As with electric vehicles, high-speed trains, etc, China leads the world in renewables. It is bringing online each year more clean energy than the rest of the world combined, in fact twice as much as the rest of the world combined! Renewables now make up over half of China's power generation capacity. It also exports vastly more clean tech than the rest of the world, and the top several wind and solar exporters are all Chinese. And - whatever the USA under Trump (or even Canada under Carney) is doing, as it lurches back towards a 20th century reliance on coal, oil and gas - China is not slowing down: it plans to increase its renewable energy production six-fold in the coming years.

And so it should. For the last twenty years or so, China has accounted for the largest share of fossil fuel greenhouse has emissions, and it still has a huge number of legacy coal power stations, although renewables are now starting to replace them. The last year saw the first slight decline in Chinese CO2 emissions.

So, what's not to like? Well, as usual, China being China, anything good is tinged with unfortunate blemishes of bad stuff.

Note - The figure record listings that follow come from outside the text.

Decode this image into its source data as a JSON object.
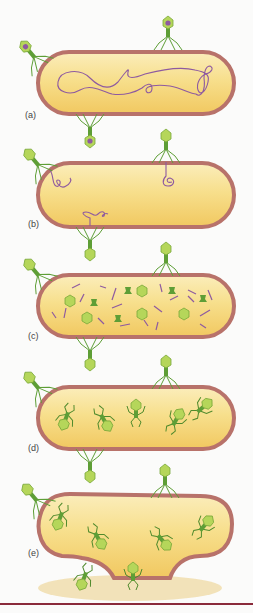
{
  "figure": {
    "colors": {
      "cell_wall": "#b8726a",
      "cytoplasm": "#f5d678",
      "cytoplasm_light": "#fbedbb",
      "phage_head": "#b5d65a",
      "phage_body": "#5e9e36",
      "dna": "#8e5aa0",
      "debris": "#efd9a3",
      "rule": "#8a2a3a"
    },
    "panels": [
      {
        "label": "(a)",
        "stage": "attachment",
        "dna": "host-chromosome"
      },
      {
        "label": "(b)",
        "stage": "injection",
        "dna": "phage-dna-injected"
      },
      {
        "label": "(c)",
        "stage": "synthesis",
        "dna": "fragments-and-parts"
      },
      {
        "label": "(d)",
        "stage": "assembly",
        "dna": "none"
      },
      {
        "label": "(e)",
        "stage": "lysis",
        "dna": "none"
      }
    ]
  }
}
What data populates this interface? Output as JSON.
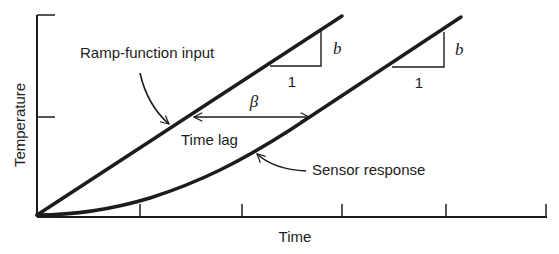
{
  "diagram": {
    "axes": {
      "x_label": "Time",
      "y_label": "Temperature"
    },
    "curves": [
      {
        "name": "Ramp-function input",
        "label": "Ramp-function input"
      },
      {
        "name": "Sensor response",
        "label": "Sensor response"
      }
    ],
    "annotations": {
      "time_lag_label": "Time lag",
      "lag_symbol": "β",
      "slope_symbol": "b",
      "slope_run": "1",
      "slope_symbol_2": "b",
      "slope_run_2": "1"
    },
    "colors": {
      "ink": "#1c1c1c",
      "background": "#ffffff"
    }
  }
}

Much of China's renewable resources are in the north and west of the country, including the area in and around Tibet, which it has been illegally occupying for decades. The clear air at high elevations, the abundant sunshine, constant winds and fast-flowing rivers, make for a renewable energy bonanza, and China is developing it at a furious pace. 

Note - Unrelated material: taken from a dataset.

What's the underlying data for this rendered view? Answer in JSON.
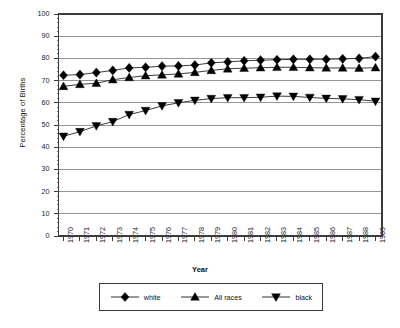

Take, for example, a new solar energy development on the high Tibetan plains. Talatan Solar Park is 162 square miles in area, seven times the size of Manhattan, or about the size of Chicago, and still growing. Wind turbines, hydroelectric dams, and pumped water generation contribute still more to the huge amount of renewable power generated in the area. 

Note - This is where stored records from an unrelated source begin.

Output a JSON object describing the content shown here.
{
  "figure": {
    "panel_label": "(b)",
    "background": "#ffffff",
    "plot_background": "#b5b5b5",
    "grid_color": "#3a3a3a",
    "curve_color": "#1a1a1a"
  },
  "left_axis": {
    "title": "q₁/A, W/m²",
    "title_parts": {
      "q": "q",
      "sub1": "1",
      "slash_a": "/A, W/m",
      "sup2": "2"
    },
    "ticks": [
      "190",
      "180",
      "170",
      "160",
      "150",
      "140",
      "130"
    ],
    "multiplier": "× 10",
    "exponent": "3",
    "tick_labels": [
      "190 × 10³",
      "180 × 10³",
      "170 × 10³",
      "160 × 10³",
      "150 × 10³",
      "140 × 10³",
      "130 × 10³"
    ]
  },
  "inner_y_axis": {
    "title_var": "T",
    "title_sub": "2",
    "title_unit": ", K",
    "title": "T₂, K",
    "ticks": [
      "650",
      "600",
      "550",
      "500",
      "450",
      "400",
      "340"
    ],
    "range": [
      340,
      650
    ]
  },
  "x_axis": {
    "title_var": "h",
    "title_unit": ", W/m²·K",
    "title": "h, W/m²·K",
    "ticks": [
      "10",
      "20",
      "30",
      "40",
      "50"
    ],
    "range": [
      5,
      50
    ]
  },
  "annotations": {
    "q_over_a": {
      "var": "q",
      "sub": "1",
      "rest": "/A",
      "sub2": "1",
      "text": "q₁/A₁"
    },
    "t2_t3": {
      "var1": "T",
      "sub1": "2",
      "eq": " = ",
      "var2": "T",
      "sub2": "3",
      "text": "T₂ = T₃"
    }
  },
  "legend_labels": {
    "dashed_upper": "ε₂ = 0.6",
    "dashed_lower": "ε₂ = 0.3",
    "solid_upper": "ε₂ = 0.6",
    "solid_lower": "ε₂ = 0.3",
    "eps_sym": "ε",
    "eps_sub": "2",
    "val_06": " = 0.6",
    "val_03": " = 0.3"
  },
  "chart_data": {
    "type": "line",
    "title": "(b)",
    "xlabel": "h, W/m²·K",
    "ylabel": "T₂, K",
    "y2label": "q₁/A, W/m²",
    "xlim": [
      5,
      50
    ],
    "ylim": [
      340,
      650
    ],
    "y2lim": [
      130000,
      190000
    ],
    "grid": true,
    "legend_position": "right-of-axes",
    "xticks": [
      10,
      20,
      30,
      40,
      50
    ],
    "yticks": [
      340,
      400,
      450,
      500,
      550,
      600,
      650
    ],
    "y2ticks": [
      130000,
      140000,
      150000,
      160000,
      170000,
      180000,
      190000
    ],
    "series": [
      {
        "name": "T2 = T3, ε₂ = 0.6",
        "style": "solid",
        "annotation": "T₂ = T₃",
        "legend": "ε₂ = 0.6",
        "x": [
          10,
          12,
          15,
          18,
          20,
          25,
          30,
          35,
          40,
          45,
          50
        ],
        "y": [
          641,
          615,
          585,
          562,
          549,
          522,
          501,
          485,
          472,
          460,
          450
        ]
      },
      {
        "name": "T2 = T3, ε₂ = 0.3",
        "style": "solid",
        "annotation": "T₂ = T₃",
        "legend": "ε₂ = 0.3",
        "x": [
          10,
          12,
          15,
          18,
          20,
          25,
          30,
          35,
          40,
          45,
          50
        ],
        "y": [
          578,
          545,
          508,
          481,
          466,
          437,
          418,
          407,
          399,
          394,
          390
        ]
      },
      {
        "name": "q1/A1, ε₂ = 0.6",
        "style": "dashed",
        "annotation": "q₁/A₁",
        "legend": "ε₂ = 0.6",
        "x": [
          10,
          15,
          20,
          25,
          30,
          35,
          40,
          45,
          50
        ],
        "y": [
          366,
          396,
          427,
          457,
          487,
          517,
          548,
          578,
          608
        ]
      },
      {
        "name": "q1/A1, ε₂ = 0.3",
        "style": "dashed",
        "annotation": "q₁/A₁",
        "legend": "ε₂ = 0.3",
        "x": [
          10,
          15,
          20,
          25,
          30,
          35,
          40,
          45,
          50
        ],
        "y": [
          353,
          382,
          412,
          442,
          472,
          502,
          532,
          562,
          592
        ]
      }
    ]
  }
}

Thing is, though, 90% of China's population and the vast majority of its heavy industry and its power-hungry data centres are in the south and east of the country, over 1,000 miles away. Nothing daunted, China has developed a massive network of ultra-high-voltage transmission lines (800,000 - 1,000,000 volts or even higher in some cases) stretching more than 2,000 miles. These transmission lines use direct current (DC) technology, ensuring little or no transmission losses. Huge pylons march across the country, most of it reasonably unpopulated.

But there is some population, and, not too surprisingly, it turns out that a million volts overhead is not particularly healthy. Sparks fly from umbrellas and fishing rods, resulting in numb hands, and there are rumours of people being electrocuted. 

But, this being China, there have been no protests, no official investigations, and no statistics or reports to work with, just vague rumours and some stoic endurance for the national interest. NIMBY is just not a thing here.

Should we, then, laud China's attempts to kick its nasty coal and fossil fuel habit? Well, I guess so, but it must tempered with a healthy dose of skepticism.

Sunday, October 12, 2025

Mr. Trump goes to Egypt

Donald Trump is going to Egypt to sign his peace deal. All on his own, as far as I can tell, because Israel won't be there and Hamas won't be there.

Which is pretty bizarre, don't you think?

Saturday, October 11, 2025

France may have the most dysfunctional politcal system in the western world

Everyone, in all countries, complains about their political system and their politicians. It just goes with the territory. But, it has to be said, France does it better (worse?) than most.

The latest? President Emanual Macron, who has presided over a veritable revolving door of prime ministers - three in the last year alone - has reappointed the last PM to resign.

Sébastien Lecornu was appointed Prime Minister on September 9th 2025, but he resigned 27 days later, on October 6th, shortly after unveiling a new cabinet. Then, just 4 days later, on October 10th, Macron appointed Lecornu again.

You have to think that Lecornu really didn't want the position - he has said publicly that he only did so "out of duty", not a great basis on which to proceed. And you have to think that Macron had to really persuade him (it would be interesting to know just how). Presumably, Macron couldn't convince anyone else to take the job.

Dysfunctional? Just a bit. And you have to wonder how long this arrangement will last, especially given the circumstances.